Riemenschneider, Frederick, Frank, Anette

arXiv.org Artificial Intelligence

Intertextual allusions hold a pivotal role in Classical Philology, with Latin authors frequently referencing Ancient Greek texts. Until now, the automatic identification of these intertextual references has been constrained to monolingual approaches, seeking parallels solely within Latin or Greek texts. In this study, we introduce SPhilBERTa, a trilingual Sentence-RoBERTa model tailored for Classical Philology, which excels at cross-lingual semantic comprehension and identification of identical sentences across Ancient Greek, Latin, and English. We generate new training data by automatically translating English texts into Ancient Greek. Further, we present a case study, demonstrating SPhilBERTa's capability to facilitate automated detection of intertextual parallels. Our models and resources are available at https://github.com/Heidelberg-NLP/ancient-language-models.

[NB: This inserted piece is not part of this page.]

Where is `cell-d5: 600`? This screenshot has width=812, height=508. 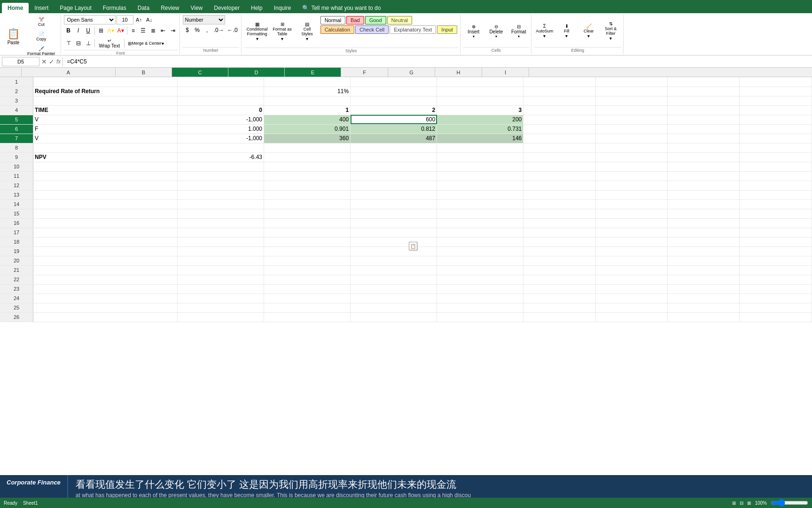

Neural Kimono, or Intertextuality of AI

#artificialintelligence

Semiotician Julia Kristeva wrote in her essay "Word, Dialogue and Novel" [PDF] about texts, they were "absorption and transformation of another [texts]". She popularized the term "Intertextuality", which is There are no original texts; they are based on different previous works by continuously metamorphosing our narratives. Texts are textures -- they are material of our modern writing-based storytelling with its patterns, topics, ideas, and indeed have other features of everlasting change compared to everchanging stories, told over generations in Ancient times (in the way of "Chinese Whisper" game, with changing contents during timely transformed contexts). With the post-authorial storytelling in the times of AI, we have to rethink intertextuality as a generative driver. If the author-based text was created by the conscious and subconscious human body of thoughts (author's knowledge, experience, biases, stereotypes, preoccupations, distorted memories), Artificial Intelligence as creator is trained on previous datasets and generates new works by re-interpreting, re-combining known features, patterns, perspectives (like in self-attention based language model GPT-3).


Bioinformatics and Classical Literary Study

Chaudhuri, Pramit, Dexter, Joseph P.

arXiv.org Artificial Intelligence

This paper describes the Quantitative Criticism Lab, a collaborative initiative between classicists, quantitative biologists, and computer scientists to apply ideas and methods drawn from the sciences to the study of literature. A core goal of the project is the use of computational biology, natural language processing, and machine learning techniques to investigate authorial style, intertextuality, and related phenomena of literary significance. As a case study in our approach, here we review the use of sequence alignment, a common technique in genomics and computational linguistics, to detect intertextuality in Latin literature. Sequence alignment is distinguished by its ability to find inexact verbal similarities, which makes it ideal for identifying phonetic echoes in large corpora of Latin texts. Although especially suited to Latin, sequence alignment in principle can be extended to many other languages.


Automated Attribution and Intertextual Analysis

Brofos, James, Kannan, Ajay, Shu, Rui

arXiv.org Machine Learning

In this work, we employ quantitative methods from the realm of statistics and machine learning to develop novel methodologies for author attribution and textual analysis. In particular, we develop techniques and software suitable for applications to Classical study, and we illustrate the efficacy of our approach in several interesting open questions in the field. We apply our numerical analysis techniques to questions of authorship attribution in the case of the Greek tragedian Euripides, to instances of intertextuality and influence in the poetry of the Roman statesman Seneca the Younger, and to cases of "interpolated" text with respect to the histories of Livy.